I sincerely hope that no sentient Tory backbencher is going to be so craven and frit as to submit to Douglas Carswell’s blackmail about the vote on the European Extradition Warrant.
In yesterday’s Telegraph he gave them a sinister message.
‘Any Tory MP who fails to vote against the EAW cannot make any credible claims to be Eurosceptic’
Oh really? Are backbenchers (Labour beware) going to have to jump through hoops to be awarded some barmy KIPPER kitemark so save their seats from Farage’s representative on earth? if I was still in the Commons I would be rather insulted. But more worrying than this little hissy fit is that Carswell clearly hasn’t a clue about what the EAW is all about.
‘Why are we prepared to have someone carted off to another country without giving a UK court the chance to have a look at the basic evidence?’ he screeches.
‘The process rolls on more or less automatically.’ he booms with all the authority of a Readers Digest affectionado.
It will shock you to know that the Carswell analysis is sphincter rattlingly. bollock clenchingly wrong. The reason why in opposition the Tories voted against the EAW was that labour swallowed the Brussels line hook line and sinker. The EAW, thanks to some deft political footwork from Theresa May is now a very different creature.
Now nobody can be extradited for minor offences. Before a warrant can be granted a British judge considers proportionality. Between July and October British judges have thrown out 21 warrants on these grounds. So if you nick a bottle of Bolly from the Paris Ritz nobody is going to bang on your door in this country.
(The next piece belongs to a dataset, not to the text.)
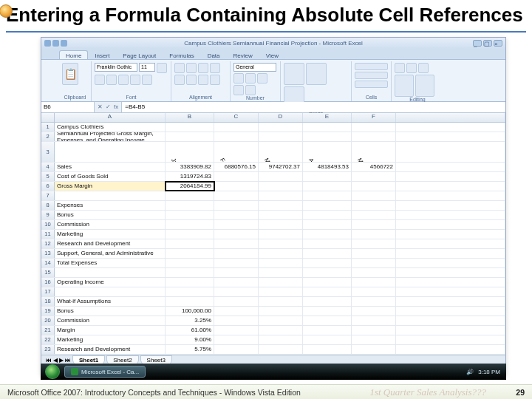  Describe the element at coordinates (236, 282) in the screenshot. I see `cell-c16` at that location.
But it would be wise to steer clear of France.
Now nobody can be extradited if the offence is not an offence in the UK. From July to October British judges have thrown out 34 warrants on these grounds.
Now nobody has to languish in a foreign jail whist awaiting their fate. No British judge will issue a warrant unless there has been a decision to charge. And there are many more safeguards. From British judges.
Probably the most bonkers part of the Carswell analysis is that we should go back to the good old days of the 1957 European convention on warrants which was an unworkable fiasco. Many EU countries refuse to extradite their nationals under the convention. They include France, Germany and Spain. And you can’t extradite those accused of fraud and tax evasion. So not only have UKIP cosied up to the holocaust deniers and wife beater of Europe, they are now the fraudersters’ friends.
But Carswell is not alone in his delusion. Dominic Raab argues in the Independent on the same day that the EAW is the beginning of the stampede to harmonised European Justice. Not even the utterly hopeless Chris Grayling wants to dismantle our cherished jury system. Raab even prays in aid the awful case of the young lad whose parents were arrested in Spain because they sought alternative treatment for their young son. But this was the fault of a terrible decision by our own CPS.
We need to argue for a reformed Europe. More transparent, more democratic,more in touch. To vote against an EAW reformed by a British government is something that even the Rampton wing of the Conservative party should steer well clear of.